Mon, December 3, 2007
Ratatouille at the Oscars
The New York Times had a nice piece last week about the staggering critical response to Ratatouille and the Academy Awards conundrum it presents for Disney/Pixar – whether to submit the film for consideration in the Best Animated Feature category, or to aim their sights at Best Picture? I think Pixar has an opportunity to advance a number of goals if they shoot for Best Picture and ignore Best Animated Feature altogether.
For one, I don't think the Oscars should have a Best Animated Feature award, and Pixar agrees with me. It classifies animation as a genre, when it's really an art form. It separates movies into "made with cameras" and "made with animation" – a distinction that shouldn't enter into a discussion of quality, and a distinction that's getting harder and harder to make. Happy Feet had live action and Transformers had plenty of animation. It's great for animated film to be appreciated, but separating it into its own category isn't the way to do that. That just feels like a "Participant" ribbon.

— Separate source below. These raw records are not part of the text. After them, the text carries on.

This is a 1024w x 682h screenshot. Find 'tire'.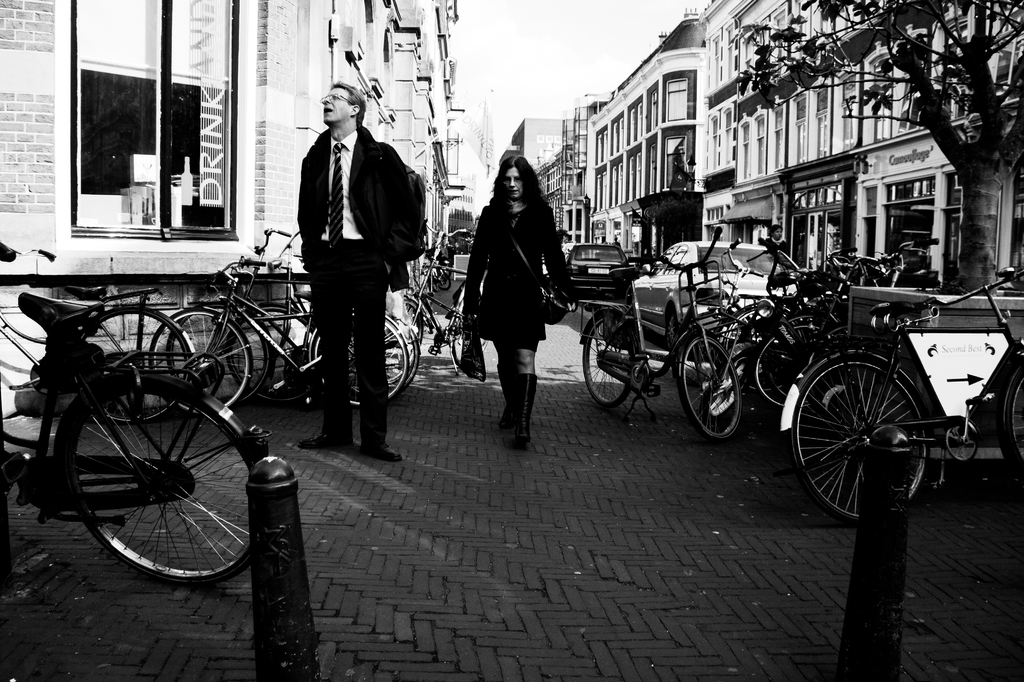
Bounding box: (x1=793, y1=350, x2=929, y2=527).
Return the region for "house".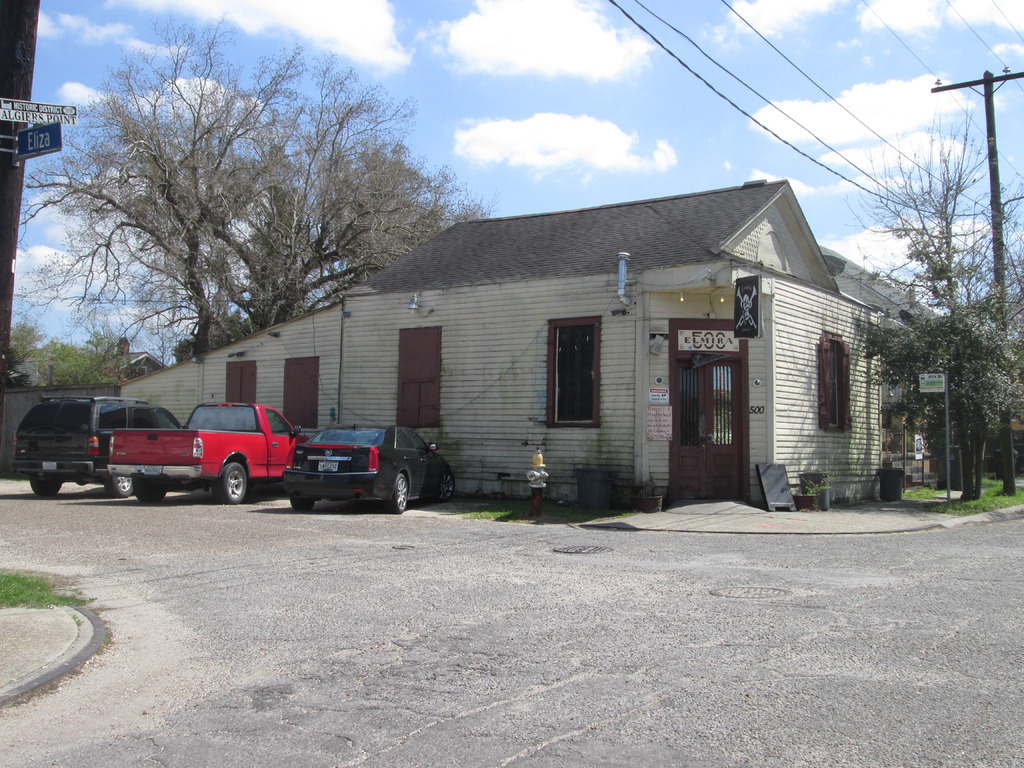
(left=119, top=177, right=884, bottom=499).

In its brief existence, the Best Animated Feature award has been wrong nearly as often as it's been right. (* denotes winner)
2001 | |
---|---|
Jimmy Neutron: Boy Genius Monsters, Inc. Shrek* |
deeply, deeply wrong |
2002 | |
Ice Age Lilo & Stitch Spirit: Stallion of the Cimarron Spirited Away* Treasure Planet |
fine |
2003 | |
Brother Bear Finding Nemo* The Triplets of Belleville |
right |
2004 | |
The Incredibles* Shark Tale Shrek 2 |
proof God exists |
2005 | |
Howl's Moving Castle Tim Burton's Corpse Bride The Curse of the Were-Rabbit* |
right |
2006 | |
Cars Happy Feet* Monster House |
wrong |
If Pixar backs out of the Best Animated Feature race, lesser films would pick up the awards, but that's actually a good thing. (See above; they've already got a few.) This signals that the Best Animated Feature category is designed for lesser films: movies that couldn't win in another category. Let someone else win the easy award; like Kirsten Dunst in Bring It On, I define "the best" as competing against the best and winning. Perhaps, in time, the Academy would discontinue the Best Animated Feature award. In that case, everyone wins. The Oscars continue to award the best films across all categories (in theory, at least), and there are plenty of other awards for animation. (The Annies are a big one, and they seem to have their head on straight.)

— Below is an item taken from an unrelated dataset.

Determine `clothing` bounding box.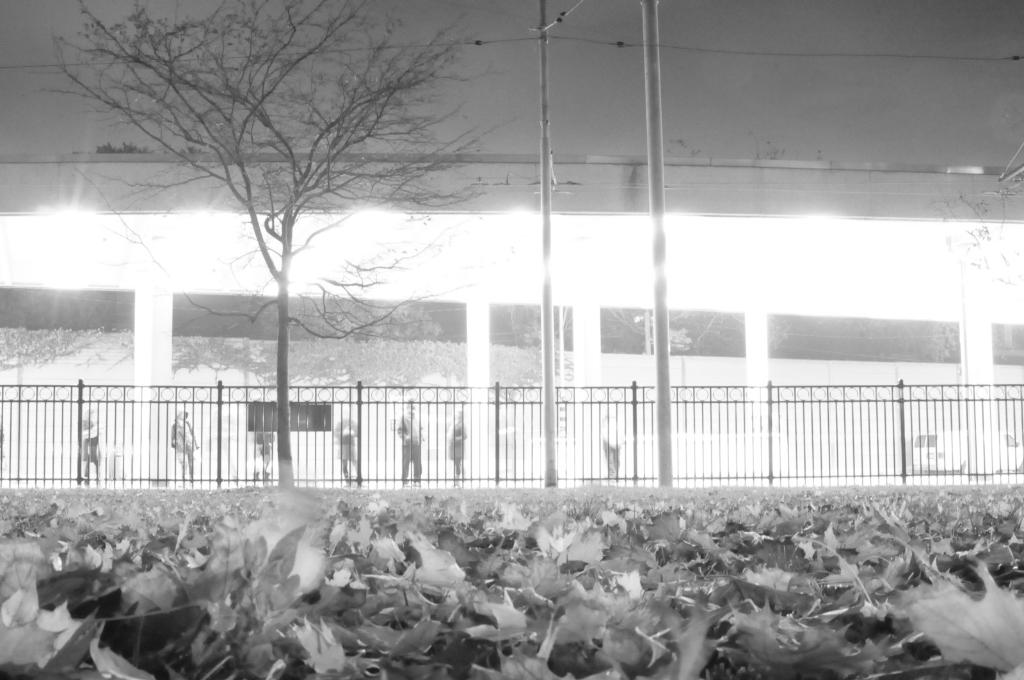
Determined: crop(166, 409, 198, 474).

The article refers to the animation award as "easier to win," since the field is narrowed – submitting in that category, even as a "safety school" alongside your Best Picture submission, makes it seem like you're doing it for the award ("let's at least win something"). And we all know Pixar has no use for awards or money – they just want to delight audiences young and old with timeless, heartwarming stories that illuminate the human condition and tantalize the inner child. (Disney, however, is another story. They know an Oscar will boost DVD sales and they like money. I don't blame them; it's a business.)
Pixar doesn't make animated films; they make excellent films which happen to be created with animation. If they switch to Best Picture every year, it not only demonstrates the uselessness of the Best Animated Feature category, it underlines Pixar as the prestige brand. It may mean fewer awards, since the pool of competition is larger, but those awards will be more meaningful. Perhaps they fear the backlash Michael Moore suffered when he tried submitting Fahrenheit 9/11 for Best Picture instead of Best Documentary Feature – but if they're worried about that, this is the year to go for it. It's hard to seem arrogant when you're pushing one of the best-reviewed films of all time. There's no better candidate to win the first Best Picture Oscar for an animated movie – and, if you're Pixar, don't you want to do everything you can to grab that achievement?
Ratatouille has already accomplished so much. Wouldn't it be great if it could catapult Pixar into a Best Picture win, while also tearing down the wall between animation and live action? That would be a truly lasting legacy. (And, Academy, if you want to retroactively give that Million Dollar Baby award to The Incredibles and – most importantly – change the sign at the Kodak Theatre, by all means feel free.)